**INSTRUCTIONS TO FOLLOW**
Locate the line that contains "This screenshot has width=604, height=340.". Reproduce it and all following lines up to the end of the material, exactly and with nothing added.

START RECORDS SUPPLIED

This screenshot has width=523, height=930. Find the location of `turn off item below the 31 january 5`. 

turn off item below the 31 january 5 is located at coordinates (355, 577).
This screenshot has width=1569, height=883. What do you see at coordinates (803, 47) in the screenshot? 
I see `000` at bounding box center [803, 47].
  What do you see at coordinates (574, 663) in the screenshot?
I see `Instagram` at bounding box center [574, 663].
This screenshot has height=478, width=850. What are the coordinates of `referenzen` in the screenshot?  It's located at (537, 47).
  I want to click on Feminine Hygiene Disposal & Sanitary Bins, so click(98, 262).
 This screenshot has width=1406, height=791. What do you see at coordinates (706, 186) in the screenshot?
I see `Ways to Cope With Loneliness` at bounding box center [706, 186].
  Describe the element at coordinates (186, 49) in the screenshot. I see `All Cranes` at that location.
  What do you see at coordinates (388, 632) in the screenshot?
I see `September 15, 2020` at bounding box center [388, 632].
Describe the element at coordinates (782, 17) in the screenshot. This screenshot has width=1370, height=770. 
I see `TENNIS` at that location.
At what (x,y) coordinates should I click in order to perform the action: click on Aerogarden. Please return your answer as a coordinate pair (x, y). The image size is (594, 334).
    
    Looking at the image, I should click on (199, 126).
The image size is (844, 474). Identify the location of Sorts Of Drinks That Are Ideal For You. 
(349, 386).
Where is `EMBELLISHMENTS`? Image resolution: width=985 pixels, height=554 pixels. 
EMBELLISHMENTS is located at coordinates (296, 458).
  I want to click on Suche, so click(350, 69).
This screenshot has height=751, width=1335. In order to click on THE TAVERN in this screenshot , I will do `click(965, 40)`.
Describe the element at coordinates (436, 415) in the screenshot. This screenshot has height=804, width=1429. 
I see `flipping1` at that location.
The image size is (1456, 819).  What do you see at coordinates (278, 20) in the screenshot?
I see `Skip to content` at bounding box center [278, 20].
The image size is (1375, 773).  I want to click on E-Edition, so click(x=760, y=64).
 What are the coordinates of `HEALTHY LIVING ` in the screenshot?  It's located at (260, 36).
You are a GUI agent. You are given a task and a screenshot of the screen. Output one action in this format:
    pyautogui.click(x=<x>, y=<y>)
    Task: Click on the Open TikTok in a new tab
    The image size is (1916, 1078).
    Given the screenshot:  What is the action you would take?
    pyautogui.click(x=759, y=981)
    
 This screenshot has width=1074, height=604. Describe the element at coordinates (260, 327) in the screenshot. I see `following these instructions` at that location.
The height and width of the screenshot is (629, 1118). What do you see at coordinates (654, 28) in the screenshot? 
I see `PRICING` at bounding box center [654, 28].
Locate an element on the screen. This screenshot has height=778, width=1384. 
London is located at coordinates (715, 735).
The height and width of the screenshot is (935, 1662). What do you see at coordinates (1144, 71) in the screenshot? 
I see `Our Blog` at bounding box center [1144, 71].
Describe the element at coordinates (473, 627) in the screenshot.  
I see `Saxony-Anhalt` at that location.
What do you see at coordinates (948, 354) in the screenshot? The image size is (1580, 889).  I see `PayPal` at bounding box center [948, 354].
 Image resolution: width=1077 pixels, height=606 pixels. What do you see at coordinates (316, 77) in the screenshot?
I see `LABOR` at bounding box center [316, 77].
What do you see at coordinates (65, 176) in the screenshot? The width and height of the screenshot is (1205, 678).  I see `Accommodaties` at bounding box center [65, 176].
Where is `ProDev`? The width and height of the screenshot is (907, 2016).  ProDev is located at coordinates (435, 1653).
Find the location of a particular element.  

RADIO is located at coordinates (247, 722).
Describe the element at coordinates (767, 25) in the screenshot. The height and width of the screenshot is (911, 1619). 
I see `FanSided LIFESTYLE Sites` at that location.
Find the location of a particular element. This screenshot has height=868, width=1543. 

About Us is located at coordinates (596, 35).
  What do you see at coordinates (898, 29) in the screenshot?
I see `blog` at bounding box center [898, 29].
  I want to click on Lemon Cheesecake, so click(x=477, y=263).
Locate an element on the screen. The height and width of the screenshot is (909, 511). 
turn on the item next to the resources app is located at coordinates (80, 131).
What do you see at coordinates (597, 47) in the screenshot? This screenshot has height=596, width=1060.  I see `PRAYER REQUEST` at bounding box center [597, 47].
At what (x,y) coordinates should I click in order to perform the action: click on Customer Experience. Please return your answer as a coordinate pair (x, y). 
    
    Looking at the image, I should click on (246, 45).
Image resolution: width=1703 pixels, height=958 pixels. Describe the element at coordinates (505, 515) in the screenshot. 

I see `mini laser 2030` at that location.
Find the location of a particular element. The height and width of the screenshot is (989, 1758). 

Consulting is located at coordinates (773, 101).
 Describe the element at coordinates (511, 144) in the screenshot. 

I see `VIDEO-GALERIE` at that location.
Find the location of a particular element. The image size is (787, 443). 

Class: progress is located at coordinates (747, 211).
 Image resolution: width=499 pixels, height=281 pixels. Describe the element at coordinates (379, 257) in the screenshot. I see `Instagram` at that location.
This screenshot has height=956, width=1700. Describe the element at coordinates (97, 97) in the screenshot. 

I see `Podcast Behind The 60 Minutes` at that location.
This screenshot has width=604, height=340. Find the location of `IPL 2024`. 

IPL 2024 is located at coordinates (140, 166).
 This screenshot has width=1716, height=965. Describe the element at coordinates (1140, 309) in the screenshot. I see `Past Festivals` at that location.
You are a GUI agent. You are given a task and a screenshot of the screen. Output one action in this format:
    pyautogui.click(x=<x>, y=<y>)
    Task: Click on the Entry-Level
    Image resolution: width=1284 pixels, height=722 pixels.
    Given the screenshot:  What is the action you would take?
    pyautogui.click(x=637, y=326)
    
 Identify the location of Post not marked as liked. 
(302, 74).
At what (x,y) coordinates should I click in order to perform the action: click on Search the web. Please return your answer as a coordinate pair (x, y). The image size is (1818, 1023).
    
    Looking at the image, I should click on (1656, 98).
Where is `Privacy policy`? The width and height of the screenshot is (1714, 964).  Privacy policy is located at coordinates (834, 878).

END RECORDS SUPPLIED

**RESPONSE**
This screenshot has width=604, height=340. Find the location of `IPL 2024`. 

IPL 2024 is located at coordinates (140, 166).
 This screenshot has width=1716, height=965. Describe the element at coordinates (1140, 309) in the screenshot. I see `Past Festivals` at that location.
You are a GUI agent. You are given a task and a screenshot of the screen. Output one action in this format:
    pyautogui.click(x=<x>, y=<y>)
    Task: Click on the Entry-Level
    Image resolution: width=1284 pixels, height=722 pixels.
    Given the screenshot:  What is the action you would take?
    pyautogui.click(x=637, y=326)
    
 Identify the location of Post not marked as liked. 
(302, 74).
At what (x,y) coordinates should I click in order to perform the action: click on Search the web. Please return your answer as a coordinate pair (x, y). The image size is (1818, 1023).
    
    Looking at the image, I should click on (1656, 98).
Where is `Privacy policy`? The width and height of the screenshot is (1714, 964).  Privacy policy is located at coordinates (834, 878).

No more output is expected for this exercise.